Throughout, donors should use their funding to take mitigate and/or take more risks. For example, donors could help fund the design of more debt financing funds to help finance small and medium enterprises working in health for Sub-Saharan Africa. The Medical Credit Fund is one of the few in existence, and yet the demand for this kind of financing is high.

  1. Actionable information unlocks private sector investment and improves impact. For this, alignment of metrics across all mechanisms is needed.

Capital flows to address SDG 3 (and related SDGs like SDG 2) are too often inhibited due to information failures that arise from several dimensions, notably a lack of meaningful metrics that investors and donors can rely on to meet their objectives and fiduciary responsibilities. Further work is required to ensure innovative investment mechanisms in health are using common outcome-level indicators. In terms of financial indicators, much more needs to be done to improve information flow, metrics, and benchmarks for investments to target SDG 3.

  1. ODA should unlock new sources of funding and not displace or discourage natural flows of domestic or external resources.

Many of our key informant interviewees referred to the need to “crowd in” private financing. Equally important is the need to ensure ODA and concessional capital do not “crowd out” existing financing or private sector investments. While DFIs and donors usually conduct due diligence processes to ensure their funding is complementary, actual investment performance data held by DFIs and multilateral banks (MDBs) remain proprietary. Private investors are not able to access the same default and return rates experienced by DFIs, and as a result the private sector may be less likely to invest in frontier markets because they cannot compete against DFIs. There should be accelerated efforts by DFIs and MDBs to clarify their investment performance. This transparency will improve investor understanding and help bring in new private sector financing.

In conclusion, we need to make innovative financing more innovative moving forward. This is critical to deliver the 2030 Agenda for Sustainable Development. The Covid-19 pandemic has accelerated the need for a bigger, better toolbox to effectively finance health systems and determinants of health. We must, as a development community, build on the many successes of innovative financing to date while not resting our laurels and improving our approaches.

[1] The full review will be published this summer by our European client.


Written by Greg S. Garrett and Meera Chakravarthy. Photo by Greg S. Garrett.

Greg S. Garrett (Director, Strategy and Design) is a senior development professional who has worked on policy and financing to improve health and food systems for the past 17 years.

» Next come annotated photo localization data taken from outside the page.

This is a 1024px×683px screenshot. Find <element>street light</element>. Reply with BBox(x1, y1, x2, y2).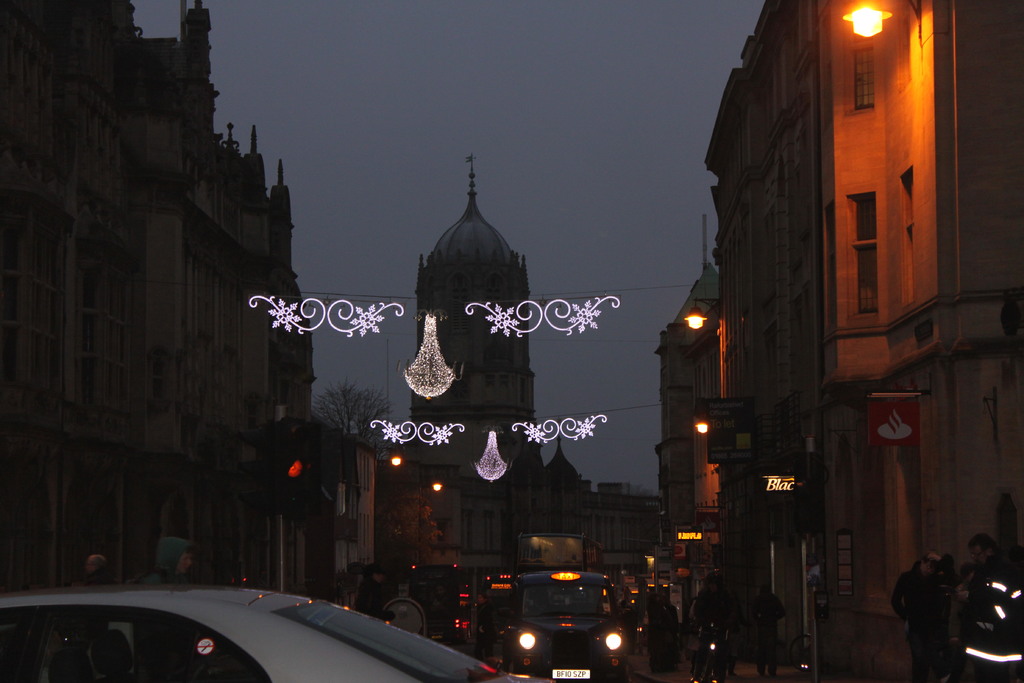
BBox(853, 0, 888, 41).
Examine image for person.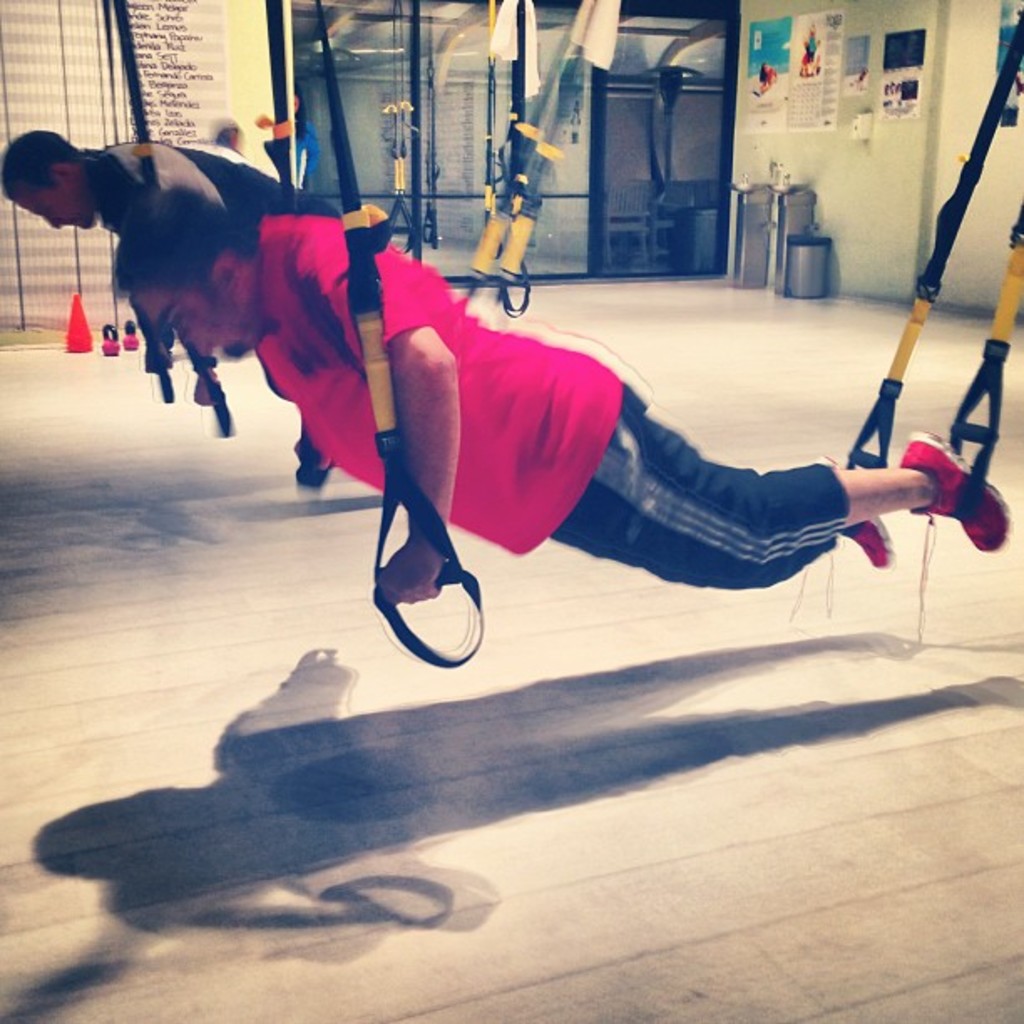
Examination result: [left=294, top=85, right=320, bottom=199].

Before joining ThinkWell in 2019, Greg worked at the Global Alliance for Improved Nutrition (GAIN) as Director of Policy & Finance and Head of GAIN Switzerland. During this time, he supported food system change in over 30 countries by forging private public partnerships, established GAIN’s Innovative Finance Program, directed a credit revolving fund for African businesses, and led GAIN’s largest portfolio — food fortification — helping 12 countries enact legislation and reach hundreds of millions with better nutrition. Greg holds a BA and an MSc in international development from the University of Bath, UK.

Meera Chakravarthy, (Analyst) works at the intersection of creativity and business. She has a background in strategy consulting and design with a specific interest in how culture plays a role in development. Prior to joining ThinkWell, Meera was a senior analyst at Accenture Federal Services and also spent some time working at a consulting firm that specialized in philanthropies. She has worked with a range of government, foundation, and nonprofit clients, helping develop policy and technology strategy, analytics, and executing business process re- engineering. She has also been involved in corporate social responsibility efforts across her various roles. Meera holds bachelor’s degrees in both music and economics from the University of North Carolina at Chapel Hill.